World | USA
16 houses burnt as wildfires ring California community
Hundreds of homes in the scenic community of Big Sur were threatened by a wildfire that already has burned 16 residences and was just 3 per cent contained.
Berkeley, California: Hundreds of homes in the scenic community of Big Sur were threatened by a wildfire that already has burned 16 residences and was just 3 per cent contained.
About 700 wildfires, many of them sparked by a severe electrical storm over the weekend, burned across much of the state, a point driven home for Governor Arnold Schwarzenegger as he travelled to central California to assess the damage there.
"I just took off... from Los Angeles and, literally from Los Angeles all the way up here, there was smoke, so you can see that there's fire everywhere," Schwarzenegger said at a news conference on Wednesday in Monterey County.
Schwarzenegger also stopped on Wednesday in Butte County, where 27 lightning-sparked fires covering about 21 square kilometres were threatening 1,000 homes.

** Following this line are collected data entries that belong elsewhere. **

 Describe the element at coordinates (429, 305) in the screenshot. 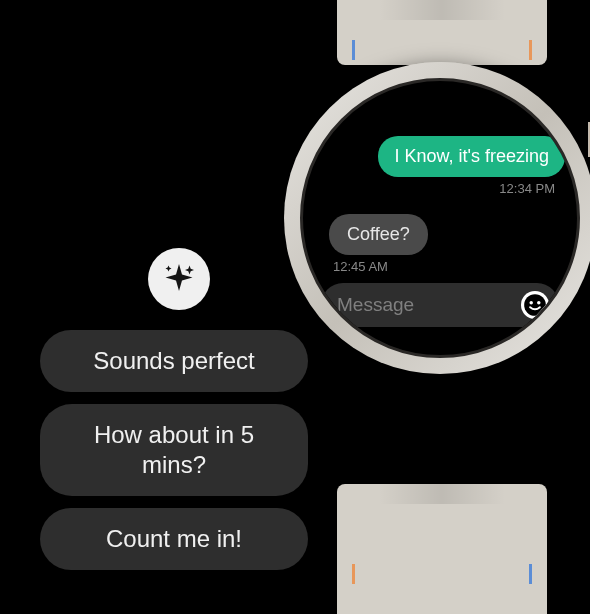

I see `message-input: Message` at that location.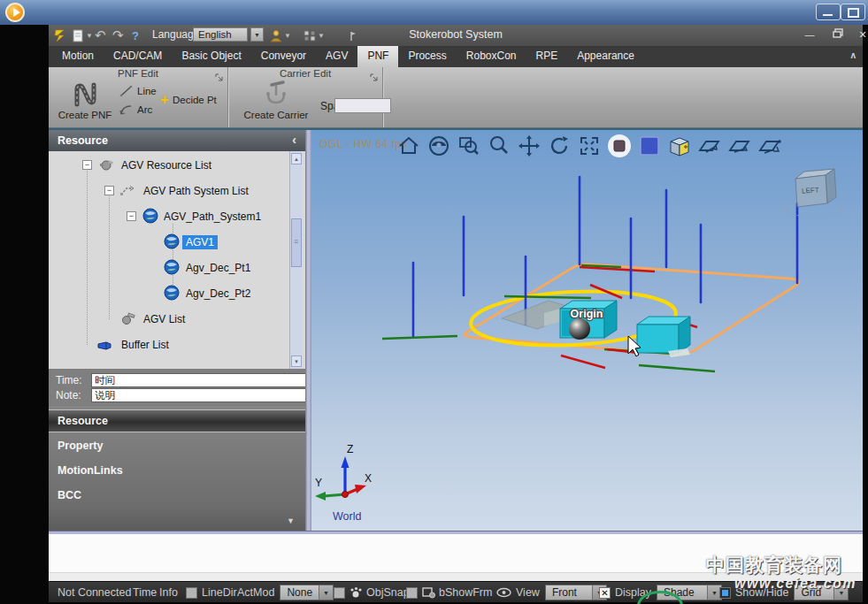 This screenshot has height=604, width=868. Describe the element at coordinates (388, 593) in the screenshot. I see `objsnap-label: ObjSnap` at that location.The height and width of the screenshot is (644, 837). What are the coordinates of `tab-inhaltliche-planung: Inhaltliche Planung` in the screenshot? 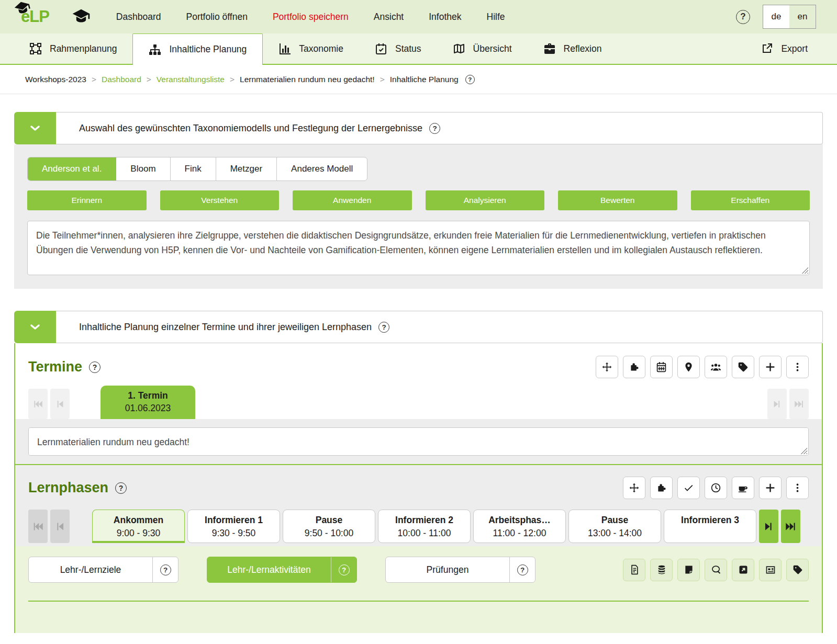 It's located at (198, 49).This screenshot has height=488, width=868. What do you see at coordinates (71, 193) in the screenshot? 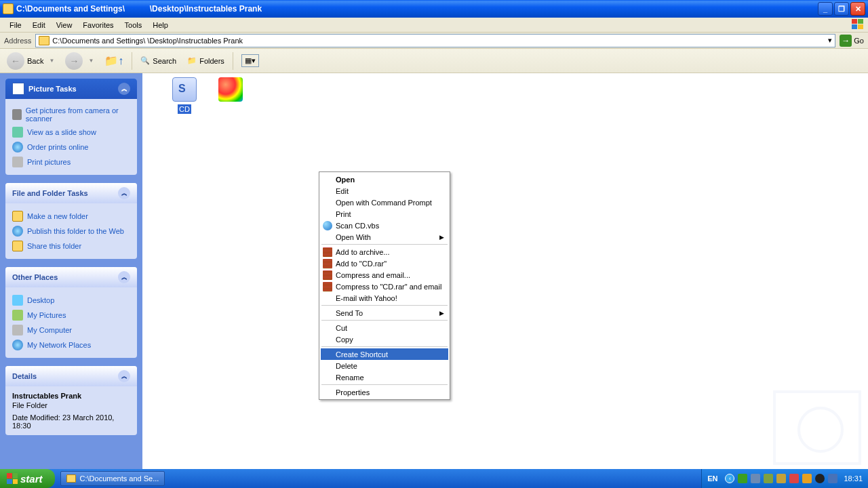
I see `file-folder-header: File and Folder Tasks︽` at bounding box center [71, 193].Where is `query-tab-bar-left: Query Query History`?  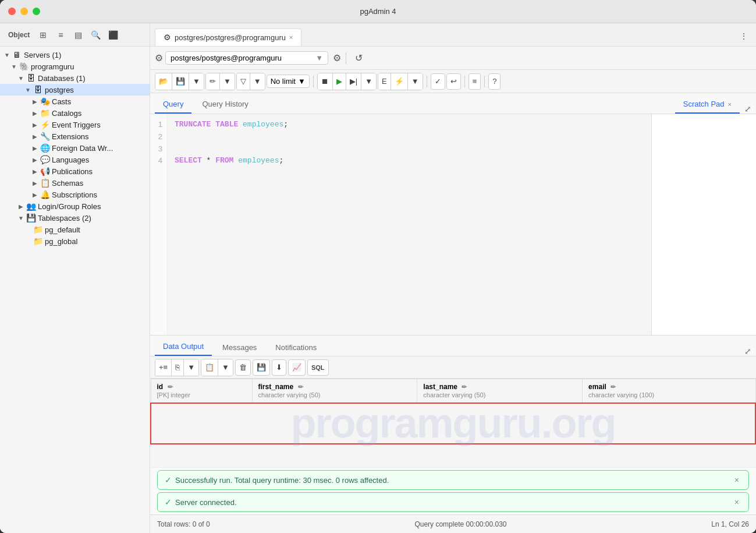 query-tab-bar-left: Query Query History is located at coordinates (206, 105).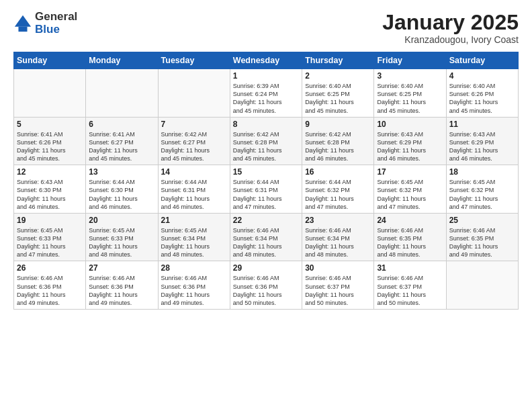 This screenshot has width=532, height=411. Describe the element at coordinates (194, 146) in the screenshot. I see `day-info: Sunrise: 6:42 AM Sunset: 6:27 PM Dayligh…` at that location.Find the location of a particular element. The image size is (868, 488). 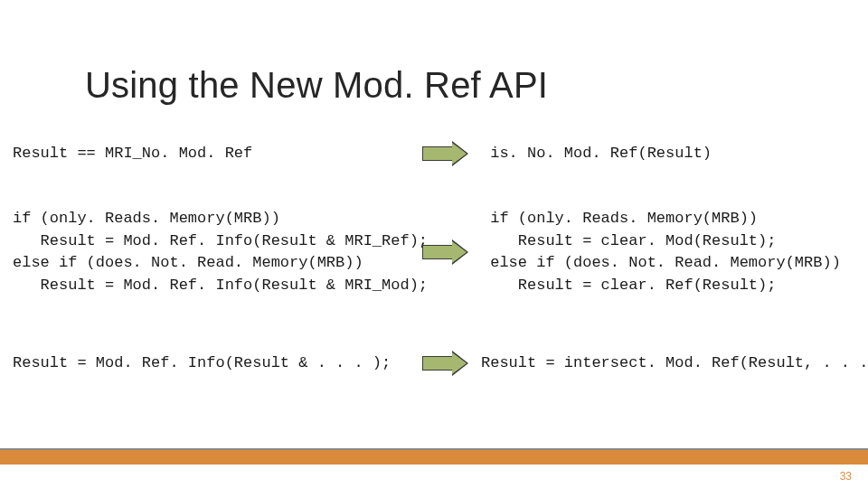

slide-title: Using the New Mod. Ref API is located at coordinates (316, 85).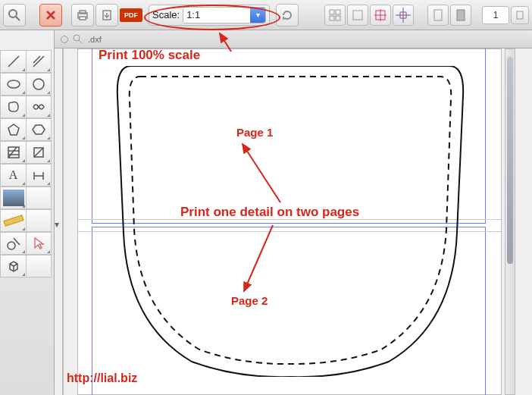 This screenshot has height=395, width=532. I want to click on dimension-tool, so click(39, 175).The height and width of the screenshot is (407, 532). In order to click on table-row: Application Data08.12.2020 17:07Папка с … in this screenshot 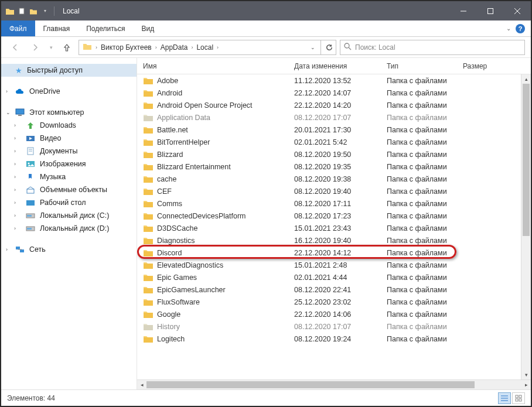, I will do `click(334, 117)`.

The blazes, which were only 5 per cent contained, cropped up just as the county was recovering from a fire that charred 74 homes and 93 square kilometres earlier this month.
Fire crews have come in from Nevada and Oregon, and Schwarzenegger said he has called in the National Guard to help.
Firefighters scrambled to tame the wildfire in the Los Padres National Forest that has burned nearly 78 square kilometres near the coast about a mile south of Big Sur.
"Unfortunately, this fire is in an area that is going to be very difficult to stop, and expectations are there won't be any stopping this fire any time soon," said Mark Savage, a spokesman for the US Forest Service.
The state's largest fire was about 30 kilometres east in a more remote area of the Los Padres forest. The blaze, sparked by an escaped campfire on June 8, had scorched more than 238 square kilometres and destroyed two homes but was about 71 per cent contained.
Monterey sheriff's officials said mandatory evacuation orders were in place for both fires, but could not specify how many people were forced from their homes. The Monterey County fires have cost $33 million (Dh121.2 million) to fight so far.
Unfortunately, this fire is in an area that is going to be very difficult to stop, and expectations are there won't be any stopping this fire any time soon."